How Late People Plan: Risky Planning

Creatives, shouldists and mastery seekers have unrealistic expectations that lead to ineffective planning. Waiting avoiders, sprinters and prioritizers knowingly risk or even accept certain lateness when they decide to leave at the last minute—or later.

When waiting avoiders consider leaving early enough to compensate for possible transit delays, they realize that if things go well they will arrive early. If they expect that they will then have to wait, they feel intense negative emotions that are stronger than the negative emotions they feel about being late: they would sooner be late than wait. On the other hand, the idea of having more time at home, followed by a smooth transit and seamless start is appealing. So they put off leaving to the very last minute and hope for the best. If they suspect that they will be kept waiting past the agreed start time, they plan to arrive late enough to avoid having to wait.

Some waiting avoiders are “control freaks.” They feel outraged when they anticipate waiting for others because they consider waiting to be a humiliating sign of inferior social status. Less consciously, people who have histories of being neglected, rejected or abandoned may avoid waiting for others because it triggers fears that they will be forgotten or stood up.

When sprinters imagine arriving on time in spite of leaving at the very last minute—or later—they feel pride and an empowering sense of mastery. By contrast, timely preparation and departure to ensure certain punctuality seems too easy and dull. Some sprinters have low levels of mental energy which leaves them feeling chronically bored. The rush of adrenaline makes them feel energized and enlivened.

Some developed the sprinter habit in childhood. Many were bright students who could dash off a paper, cram for tests and be late for lectures and still get good grades. They may have made easy homework and boring household chores more challenging by racing through them at the last minute. They may have experienced a sense of mastery in exciting activities such as computer games or informal sports that didn’t require advance preparation. They may have lived close to school, allowing them to run out at the last minute and only be a few minutes late. These childhood sprinters got in the habit of doing what they felt like and then snatching success from the jaws of failure. As a result, they didn’t learn to associate the tedium of preparing in advance and budgeting ample time with the pride of success. They didn’t learn self-discipline because they didn’t need it to feel good about themselves. But, more often than not, when they became adults most discovered that without self-discipline they needed to carry out their plans, they couldn’t excel, maybe even succeed. By then, their brains were wired in a certain way: old habits die hard.

Prioritizers consider other things to be more important than being exactly on time. Although they see their decisions and actions as being the direct result of their priorities, their behavior is still determined by their emotional responses: the feelings that they have when they consider doing (or not doing) the things that they value more highly trump their motives for punctuality.
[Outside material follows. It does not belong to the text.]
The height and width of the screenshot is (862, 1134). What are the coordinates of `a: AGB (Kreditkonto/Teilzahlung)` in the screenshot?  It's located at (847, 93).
These emotional responses may come into play in the planning stage. For example, a sleep prioritizer who experiences train delays of up to 15 minutes may think:

“I can get up at 6:45 am—ugh, that’s bad!!!—so I can always be on time—which is good;
OR
I can get up at 7:00—ah, that’s better!!—and be no more than 15 minutes late every so often—which isn’t that bad.”

Because {ah, better!} + {not that bad} feels better than {ugh, bad!!!} + {good}, the second option “sounds,” i.e. feels, better than the first, leading the prioritizer to decide: “7:00 it is.”

Prioritizers may also change their plans when appealing activities unexpectedly come up in the course of preparation and transit: for social prioritizers talking to a friend they run into is more important, and emotionally rewarding, than getting to work on time.

Summary of planning styles that lead to lateness

Which brings us to the next topic, plan implementation. How do punctual people follow through on plans?